Barry Setterfield proposed a relationship between the quantisation of the atom and that at the galactic scale. The bridge lies in the Planck constant — the fundamental quantity governing energy quantisation in quantum physics.
Dimensionless Science expresses the Planck constant geometrically as:
$$h = \frac{\sqrt{3^3/4^3}}{\pi^2}$$
This is the 4D cubic solution: two cubes — one with side length 3, one with side length 4. The ratio of their volumes, square-rooted, then divided by π² (a function of a 4D torus with radius 1 and ring diameter ½).
Now: √(3³/4³) = √(27/64) = 3√3/8. Dividing 3√3 by √3 gives 3/8 = 0.375 — the exact quantised Red Shift constant found by William Tifft.
The unification of the Planck constant with the Quantised Red Shift ratio is the first step towards a 4D Geometric Cosmological Model. It suggests the CMB is not the echo of an explosion, but the baseline energy of a 4D geometric universe — one that requires no Dark Matter, no Dark Energy, and no expansion faster than light.
Conclusion
No one can be certain how the universe began. But the Big Bang model requires a growing list of undetected entities — Dark Matter, Dark Energy, inflation — to remain coherent, and still cannot explain the Quantised Red Shift, the perfect isotropy of the CMB, or the precise geometric regularity of Baryon Acoustic Oscillations.
The 4D Geometric Cosmological Model requires none of these. The universe expands and contracts simultaneously — a natural property of 4D rotation. The Red Shift is partly the cumulative effect of light propagating through the 4D Aether, and partly the quantised nature of 4D space itself. Galactic structure mirrors atomic structure at every scale. The universe is not a one-time explosion from a point of origin — it is a fractal holographic entity, structured by geometry from the smallest quantum to the largest cosmic scale.
To explore further: - The 4D Aether - Dimensionless Science - Atomic Geometry - Geo-quantum Mechanics
FAQ
What are Dark Matter and Dark Energy?
Dark Matter is a hypothetical substance proposed to explain why galaxies hold together despite lacking enough visible mass. Dark Energy is a hypothetical force proposed to explain the accelerating expansion of the universe. Neither has ever been directly detected. Together they are said to make up around 96% of the universe — yet their existence rests entirely on the assumption that the Big Bang model is correct.

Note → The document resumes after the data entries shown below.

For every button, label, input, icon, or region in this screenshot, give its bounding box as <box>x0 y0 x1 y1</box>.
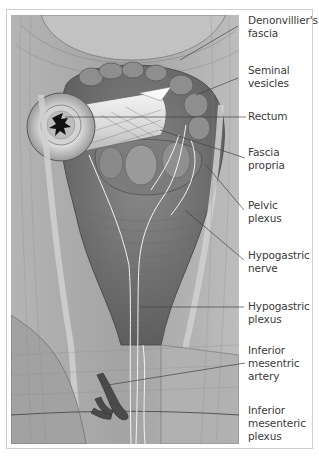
leader-lines <box>0 0 319 457</box>
leader-denonvillier <box>180 26 238 60</box>
leader-hypogastric-nerve <box>185 210 244 260</box>
leader-pelvic-plexus <box>205 164 244 210</box>
leader-seminal <box>196 78 238 95</box>
leader-ima <box>108 363 245 385</box>
leader-fascia-propria <box>160 130 245 158</box>
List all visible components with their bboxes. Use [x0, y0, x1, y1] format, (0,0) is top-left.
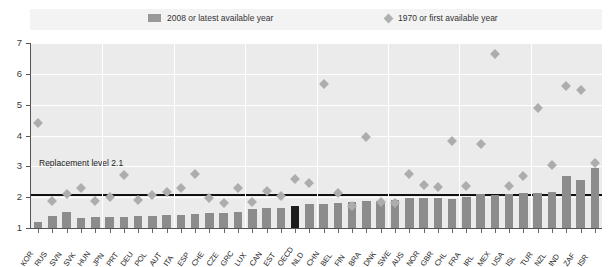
- bar-nzl: [548, 192, 557, 228]
- x-axis-tick: [523, 229, 524, 233]
- bar-grc: [234, 212, 243, 228]
- y-axis-tick: [26, 105, 31, 106]
- diamond-svk: [76, 183, 86, 193]
- bar-ind: [562, 176, 571, 228]
- x-axis-tick: [509, 229, 510, 233]
- x-axis-label-ita: ITA: [161, 254, 175, 267]
- x-axis-label-gbr: GBR: [418, 250, 435, 267]
- bar-cze: [219, 213, 228, 228]
- bar-svn: [62, 212, 71, 228]
- x-axis-tick: [438, 229, 439, 233]
- y-axis-tick: [26, 197, 31, 198]
- x-axis-tick: [138, 229, 139, 233]
- x-axis-label-hun: HUN: [76, 250, 93, 267]
- legend-label-bar: 2008 or latest available year: [167, 13, 273, 23]
- diamond-swatch-icon: [384, 13, 394, 23]
- x-axis-tick: [324, 229, 325, 233]
- x-axis-label-cze: CZE: [204, 251, 220, 267]
- diamond-est: [276, 191, 286, 201]
- x-axis-label-aut: AUT: [147, 251, 163, 267]
- x-axis-label-grc: GRC: [218, 249, 235, 267]
- y-axis-tick-label: 6: [6, 69, 22, 79]
- bar-usa: [505, 194, 514, 228]
- gridline-vertical: [531, 43, 532, 228]
- bar-est: [277, 208, 286, 228]
- bar-hun: [91, 217, 100, 228]
- plot-wrapper: 1234567 Replacement level 2.1 KORRUSSVNS…: [0, 36, 609, 267]
- chart-legend: 2008 or latest available year 1970 or fi…: [30, 9, 602, 30]
- x-axis-label-esp: ESP: [176, 251, 192, 267]
- diamond-ita: [176, 183, 186, 193]
- x-axis-label-zaf: ZAF: [561, 251, 576, 267]
- x-axis-label-nzl: NZL: [533, 251, 548, 267]
- gridline-vertical: [388, 43, 389, 228]
- y-axis-labels: 1234567: [0, 36, 24, 236]
- bar-ita: [177, 215, 186, 228]
- x-axis-tick: [595, 229, 596, 233]
- bar-isl: [519, 193, 528, 228]
- bar-esp: [191, 214, 200, 228]
- y-axis-tick-label: 7: [6, 38, 22, 48]
- square-swatch-icon: [148, 14, 161, 22]
- x-axis-label-nor: NOR: [404, 249, 421, 267]
- x-axis-tick: [81, 229, 82, 233]
- x-axis-label-isl: ISL: [504, 254, 518, 267]
- bar-zaf: [576, 180, 585, 228]
- x-axis-tick: [552, 229, 553, 233]
- x-axis-tick: [152, 229, 153, 233]
- x-axis-tick: [252, 229, 253, 233]
- diamond-nor: [419, 180, 429, 190]
- x-axis-label-dnk: DNK: [361, 250, 377, 267]
- x-axis-label-rus: RUS: [33, 250, 49, 267]
- diamond-kor: [33, 118, 43, 128]
- y-axis-tick: [26, 136, 31, 137]
- bar-irl: [476, 194, 485, 228]
- diamond-cze: [219, 198, 229, 208]
- x-axis-label-bra: BRA: [347, 250, 363, 267]
- x-axis-label-svk: SVK: [61, 251, 77, 267]
- diamond-grc: [233, 183, 243, 193]
- y-axis-tick-label: 1: [6, 223, 22, 233]
- bar-chn: [319, 204, 328, 228]
- bar-bra: [362, 201, 371, 228]
- y-axis-tick-label: 2: [6, 192, 22, 202]
- bar-nor: [419, 198, 428, 228]
- x-axis-tick: [495, 229, 496, 233]
- x-axis-label-usa: USA: [490, 250, 506, 267]
- bar-rus: [48, 216, 57, 228]
- gridline-vertical: [102, 43, 103, 228]
- diamond-isl: [519, 171, 529, 181]
- x-axis-label-pol: POL: [133, 251, 149, 267]
- gridline-vertical: [459, 43, 460, 228]
- bar-can: [262, 208, 271, 228]
- x-axis-tick: [352, 229, 353, 233]
- x-axis-label-prt: PRT: [104, 251, 120, 267]
- x-axis-tick: [95, 229, 96, 233]
- x-axis-tick: [295, 229, 296, 233]
- x-axis-tick: [338, 229, 339, 233]
- bar-gbr: [434, 198, 443, 228]
- bar-fra: [462, 197, 471, 228]
- x-axis-label-chl: CHL: [433, 251, 449, 267]
- bar-mex: [491, 195, 500, 228]
- x-axis-label-irl: IRL: [461, 253, 475, 267]
- bar-bel: [334, 203, 343, 228]
- bar-pol: [148, 216, 157, 228]
- diamond-zaf: [576, 85, 586, 95]
- x-axis-tick: [167, 229, 168, 233]
- x-axis-label-can: CAN: [247, 250, 263, 267]
- x-axis-tick: [566, 229, 567, 233]
- y-axis-tick: [26, 74, 31, 75]
- bar-nld: [305, 204, 314, 228]
- x-axis-label-ind: IND: [547, 252, 562, 267]
- legend-label-diamond: 1970 or first available year: [398, 13, 498, 23]
- bar-che: [205, 213, 214, 228]
- x-axis-tick: [309, 229, 310, 233]
- y-axis-tick: [26, 166, 31, 167]
- legend-item-diamond: 1970 or first available year: [385, 13, 498, 23]
- x-axis-tick: [409, 229, 410, 233]
- x-axis-tick: [124, 229, 125, 233]
- x-axis-tick: [195, 229, 196, 233]
- bar-svk: [77, 218, 86, 228]
- x-axis-label-che: CHE: [190, 250, 206, 267]
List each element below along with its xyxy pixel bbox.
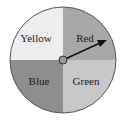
spinner-diagram: Yellow Red Blue Green xyxy=(0,0,123,123)
section-red xyxy=(63,0,123,60)
section-yellow xyxy=(0,0,63,60)
section-green xyxy=(63,60,123,123)
spinner-hub xyxy=(59,56,67,64)
label-blue: Blue xyxy=(29,75,50,87)
label-red: Red xyxy=(76,32,94,44)
label-green: Green xyxy=(73,75,100,87)
section-blue xyxy=(0,60,63,123)
label-yellow: Yellow xyxy=(20,32,51,44)
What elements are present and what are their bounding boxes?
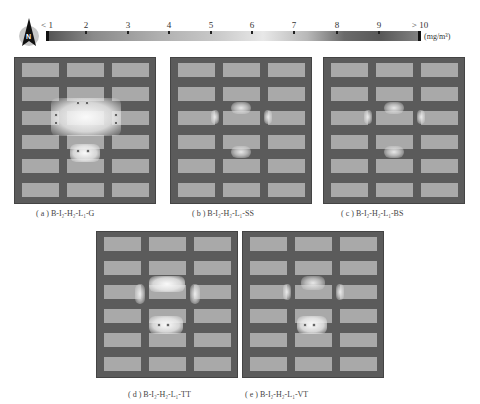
building-block — [250, 357, 287, 371]
building-block — [268, 63, 305, 77]
building-block — [104, 237, 141, 251]
emission-source-dot — [76, 149, 80, 153]
emission-source-dot — [86, 149, 90, 153]
north-arrow: N — [17, 18, 43, 46]
caption-e: ( e ) B-I₂-H₂-L₁-VT — [245, 390, 308, 399]
tick-label: 6 — [250, 20, 255, 30]
concentration-hotspot — [336, 284, 344, 300]
building-block — [250, 285, 287, 299]
building-block — [112, 183, 149, 197]
emission-source-dot — [54, 121, 58, 125]
scale-unit: (mg/m³) — [424, 32, 450, 41]
caption-a: ( a ) B-I₂-H₂-L₁-G — [36, 209, 94, 218]
emission-source-dot — [85, 101, 89, 105]
building-block — [178, 87, 215, 101]
building-block — [268, 159, 305, 173]
caption-b: ( b ) B-I₂-H₂-L₁-SS — [192, 209, 254, 218]
tick-mark — [127, 31, 129, 34]
building-block — [331, 159, 368, 173]
emission-source-dot — [76, 101, 80, 105]
building-block — [194, 309, 231, 323]
building-block — [112, 135, 149, 149]
building-block — [223, 87, 260, 101]
concentration-scale-bar: < 1 2 3 4 5 6 7 8 9 > 10 — [46, 22, 422, 46]
building-block — [421, 111, 458, 125]
emission-source-dot — [54, 113, 58, 117]
north-arrow-icon: N — [17, 18, 43, 48]
building-block — [421, 135, 458, 149]
tick-label: 2 — [84, 20, 89, 30]
building-block — [340, 357, 377, 371]
concentration-hotspot — [283, 284, 291, 300]
building-block — [268, 183, 305, 197]
panel-b-map — [170, 57, 312, 204]
building-block — [22, 183, 59, 197]
tick-label: 8 — [335, 20, 340, 30]
building-block — [340, 333, 377, 347]
caption-d: ( d ) B-I₂-H₂-L₁-TT — [128, 390, 191, 399]
building-block — [149, 333, 186, 347]
tick-label: < 1 — [41, 20, 53, 30]
svg-text:N: N — [26, 33, 31, 40]
tick-label: 5 — [209, 20, 214, 30]
concentration-hotspot — [211, 110, 219, 124]
concentration-hotspot — [231, 146, 251, 158]
tick-label: 7 — [292, 20, 297, 30]
panel-a-map — [14, 57, 156, 204]
panel-c-map — [323, 57, 465, 204]
concentration-hotspot — [190, 284, 200, 304]
building-block — [331, 63, 368, 77]
building-block — [340, 261, 377, 275]
concentration-hotspot — [135, 284, 145, 304]
building-block — [331, 87, 368, 101]
tick-label: 3 — [126, 20, 131, 30]
building-block — [22, 135, 59, 149]
tick-mark — [210, 31, 212, 34]
building-block — [340, 285, 377, 299]
caption-c: ( c ) B-I₂-H₂-L₁-BS — [341, 209, 403, 218]
building-block — [104, 261, 141, 275]
building-block — [340, 237, 377, 251]
building-block — [223, 159, 260, 173]
building-block — [223, 183, 260, 197]
building-block — [104, 357, 141, 371]
concentration-hotspot — [364, 110, 372, 124]
building-block — [194, 333, 231, 347]
emission-source-dot — [114, 121, 118, 125]
emission-source-dot — [312, 323, 316, 327]
building-block — [295, 261, 332, 275]
building-block — [340, 309, 377, 323]
tick-mark — [293, 31, 295, 34]
emission-source-dot — [166, 323, 170, 327]
building-block — [268, 87, 305, 101]
building-block — [421, 159, 458, 173]
concentration-hotspot — [384, 102, 404, 114]
building-block — [250, 333, 287, 347]
building-block — [295, 333, 332, 347]
emission-source-dot — [303, 323, 307, 327]
building-block — [223, 63, 260, 77]
building-block — [376, 87, 413, 101]
tick-mark — [85, 31, 87, 34]
tick-label: > 10 — [412, 20, 428, 30]
building-block — [194, 237, 231, 251]
building-block — [178, 63, 215, 77]
panel-d-map — [96, 231, 238, 378]
concentration-hotspot — [384, 146, 404, 158]
emission-source-dot — [114, 113, 118, 117]
building-block — [421, 87, 458, 101]
tick-mark — [336, 31, 338, 34]
building-block — [250, 261, 287, 275]
tick-mark — [251, 31, 253, 34]
building-block — [268, 135, 305, 149]
building-block — [67, 183, 104, 197]
building-block — [178, 135, 215, 149]
building-block — [331, 183, 368, 197]
building-block — [376, 159, 413, 173]
building-block — [376, 63, 413, 77]
building-block — [250, 309, 287, 323]
concentration-hotspot — [231, 102, 251, 114]
building-block — [178, 159, 215, 173]
building-block — [67, 63, 104, 77]
building-block — [295, 237, 332, 251]
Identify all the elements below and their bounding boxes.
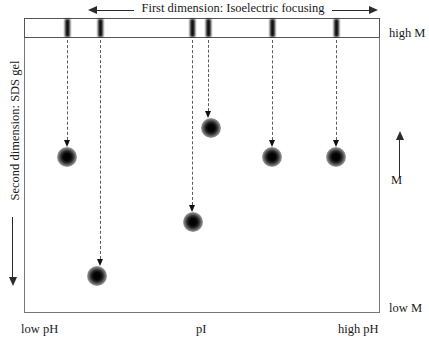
ph-pi-label: pI xyxy=(196,322,206,336)
migration-arrowhead-4 xyxy=(205,111,211,118)
migration-arrowhead-5 xyxy=(269,140,275,147)
isoelectric-focusing-strip xyxy=(24,18,380,38)
ief-band-4 xyxy=(206,19,211,37)
migration-arrowhead-2 xyxy=(97,259,103,266)
first-dimension-arrow: First dimension: Isoelectric focusing xyxy=(88,2,378,18)
second-dimension-axis: Second dimension: SDS gel xyxy=(2,45,22,245)
mass-high-label: high M xyxy=(389,26,425,40)
mass-low-label: low M xyxy=(389,301,422,315)
migration-track-4 xyxy=(208,40,209,111)
protein-spot-1 xyxy=(57,147,77,167)
ph-low-label: low pH xyxy=(21,322,58,336)
ief-band-3 xyxy=(190,19,195,37)
ph-high-label: high pH xyxy=(338,322,379,336)
migration-track-2 xyxy=(100,40,101,259)
migration-arrowhead-6 xyxy=(333,140,339,147)
second-dimension-caption: Second dimension: SDS gel xyxy=(8,46,23,216)
ief-band-2 xyxy=(98,19,103,37)
protein-spot-3 xyxy=(183,212,203,232)
protein-spot-5 xyxy=(262,147,282,167)
mass-axis-arrow-head-icon xyxy=(396,131,404,140)
migration-arrowhead-3 xyxy=(189,205,195,212)
first-dimension-caption: First dimension: Isoelectric focusing xyxy=(88,0,378,16)
migration-track-6 xyxy=(336,40,337,140)
migration-arrowhead-1 xyxy=(64,140,70,147)
mass-axis-label: M xyxy=(391,173,402,187)
second-dimension-arrow-head-icon xyxy=(9,277,17,286)
ief-band-1 xyxy=(65,19,70,37)
migration-track-5 xyxy=(272,40,273,140)
migration-track-1 xyxy=(67,40,68,140)
protein-spot-6 xyxy=(326,147,346,167)
two-dimensional-gel-electrophoresis-figure: First dimension: Isoelectric focusing Se… xyxy=(0,0,429,348)
ief-band-6 xyxy=(334,19,339,37)
protein-spot-4 xyxy=(201,118,221,138)
sds-gel-box xyxy=(24,38,380,313)
ief-band-5 xyxy=(270,19,275,37)
second-dimension-arrow-shaft xyxy=(12,217,13,279)
migration-track-3 xyxy=(192,40,193,205)
protein-spot-2 xyxy=(87,266,107,286)
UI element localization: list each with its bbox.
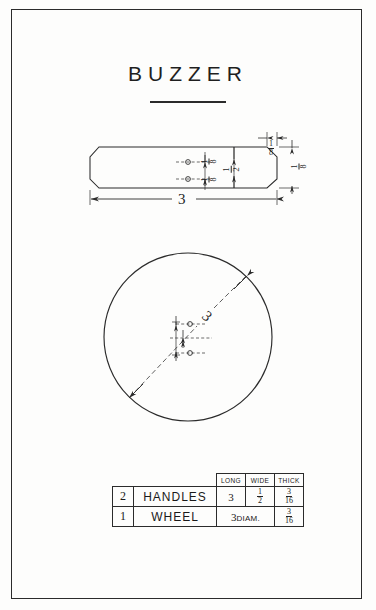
dim-overall-length: 3 — [178, 191, 186, 208]
drawing-sheet: BUZZER — [0, 0, 376, 610]
row-wheel-qty: 1 — [113, 507, 134, 527]
column-header-long: LONG — [217, 474, 246, 487]
dim-bar-thickness: 1 8 — [291, 164, 308, 170]
row-handles-qty: 2 — [113, 487, 134, 507]
row-wheel-name: WHEEL — [134, 507, 217, 527]
table-row: 2 HANDLES 3 1 2 3 16 — [113, 487, 304, 507]
column-header-thick: THICK — [275, 474, 304, 487]
row-handles-wide: 1 2 — [246, 487, 275, 507]
dim-chamfer: 1 8 — [268, 140, 274, 157]
header-spacer-qty — [113, 474, 134, 487]
row-wheel-diameter: 3DIAM. — [217, 507, 275, 527]
row-wheel-thick: 3 16 — [275, 507, 304, 527]
table-header-row: LONG WIDE THICK — [113, 474, 304, 487]
parts-table: LONG WIDE THICK 2 HANDLES 3 1 2 3 16 1 — [112, 473, 304, 527]
header-spacer-name — [134, 474, 217, 487]
dim-hole-spacing-upper: 1 8 — [201, 159, 218, 165]
dim-bar-width: 1 2 — [222, 166, 241, 173]
row-handles-thick: 3 16 — [275, 487, 304, 507]
row-handles-long: 3 — [217, 487, 246, 507]
dim-hole-spacing-lower: 1 8 — [201, 177, 218, 183]
row-handles-name: HANDLES — [134, 487, 217, 507]
column-header-wide: WIDE — [246, 474, 275, 487]
table-row: 1 WHEEL 3DIAM. 3 16 — [113, 507, 304, 527]
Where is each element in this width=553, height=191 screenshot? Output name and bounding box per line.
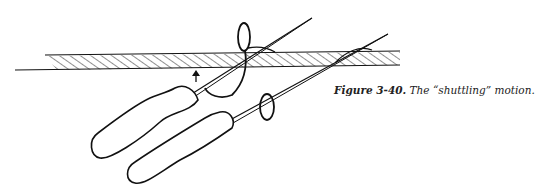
caption-text: The “shuttling” motion.	[410, 84, 535, 96]
figure: Figure 3-40. The “shuttling” motion.	[0, 0, 553, 191]
figure-caption: Figure 3-40. The “shuttling” motion.	[334, 84, 535, 96]
caption-label: Figure 3-40.	[334, 84, 406, 96]
thread-loop-top	[238, 23, 250, 51]
thread-loop-bottom	[260, 94, 274, 120]
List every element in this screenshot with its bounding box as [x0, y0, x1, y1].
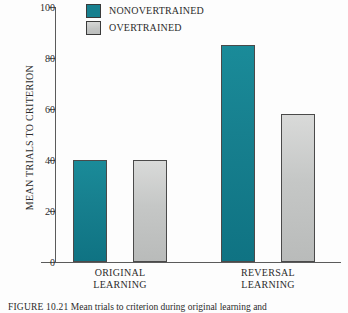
figure-caption-number: FIGURE 10.21: [8, 302, 68, 312]
x-axis-line: [41, 262, 341, 263]
bar-reversal-nonovertrained: [221, 45, 255, 262]
bar-original-nonovertrained: [73, 160, 107, 262]
plot-area: 100 80 60 40 20 0 MEAN TRIALS TO CRITERI…: [0, 0, 348, 290]
figure-container: NONOVERTRAINED OVERTRAINED 100 80 60 40: [0, 0, 348, 313]
bar-original-overtrained: [133, 160, 167, 262]
bars-layer: [0, 0, 348, 262]
figure-caption: FIGURE 10.21 Mean trials to criterion du…: [8, 301, 346, 313]
bar-reversal-overtrained: [281, 114, 315, 262]
group-label-original-learning: ORIGINAL LEARNING: [55, 267, 185, 290]
y-tick-0: 0: [0, 262, 55, 263]
group-label-original-line1: ORIGINAL: [55, 267, 185, 279]
group-label-reversal-learning: REVERSAL LEARNING: [203, 267, 333, 290]
group-label-original-line2: LEARNING: [55, 279, 185, 291]
figure-caption-text: Mean trials to criterion during original…: [71, 302, 267, 312]
group-label-reversal-line2: LEARNING: [203, 279, 333, 291]
group-label-reversal-line1: REVERSAL: [203, 267, 333, 279]
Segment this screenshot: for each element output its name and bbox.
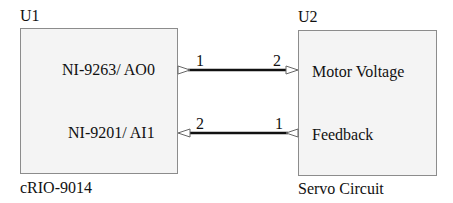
output-port-arrow-icon: [286, 129, 298, 137]
wire2-pin-to: 2: [196, 116, 204, 132]
wire1-pin-from: 1: [196, 53, 204, 69]
output-port-arrow-icon: [178, 66, 190, 74]
wires-layer: [0, 0, 453, 203]
input-port-arrow-icon: [178, 129, 190, 137]
wire1-pin-to: 2: [273, 53, 281, 69]
input-port-arrow-icon: [286, 66, 298, 74]
wire2-pin-from: 1: [275, 116, 283, 132]
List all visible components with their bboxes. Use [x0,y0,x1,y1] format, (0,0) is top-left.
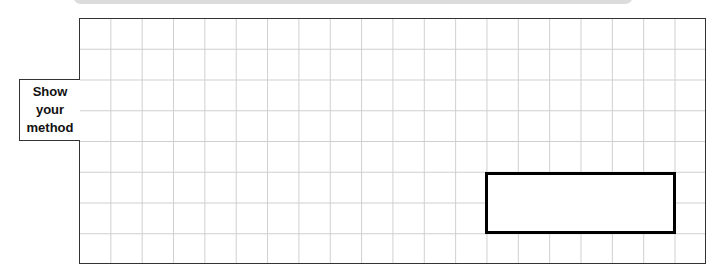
label-line-2: your [20,101,80,119]
show-your-method-label: Show your method [19,79,80,141]
answer-box[interactable] [485,172,676,234]
label-line-3: method [20,119,80,137]
label-text: Show your method [20,83,80,137]
previous-question-bar [73,0,633,4]
label-line-1: Show [20,83,80,101]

What is the Quantised Red Shift?
Rather than shifting smoothly with distance as the Big Bang model predicts, the Red Shift of distant objects appears in discrete bands — it is quantised. This was first documented in the 1970s and confirmed as recently as 2020. William Tifft (1991) found the periodicity has a ratio of 8/3. A quantised Red Shift cannot be explained by a smoothly expanding universe.
What are Baryon Acoustic Oscillations?
Baryonic matter is ordinary matter made of protons and neutrons — the stuff of stars, planets and galaxies. Baryon Acoustic Oscillations are a pattern in how this matter is distributed: galaxy clusters lie on enormous spherical shells with a remarkably uniform radius of around 150 megaparsecs. Their regularity mirrors the quantised shells of the electron cloud in the atom, suggesting the universe is geometrically structured at all scales.
If the Cosmic Microwave Background is not the remnant of the Big Bang, where did it come from?
In the 4D geometric model, the CMB is the measurable energy of the 4D Aether — a background field that permeates all of space. It is the same energy Max Planck called Zero Point Energy in 1911. The mainstream reluctance to associate the CMB with a zero-point field is a matter of interpretation, not evidence.
If we can observe objects 46.5 billion light years away, does that mean the universe is older than we think?
It is possible, though we would need to account for the abundance of radioactive elements such as uranium (half-life 4.5 billion years) and thorium (half-life 14 billion years) still present on Earth. Their existence sets a rough constraint on timescales, unless other mechanisms — such as ongoing nucleosynthesis — are at work.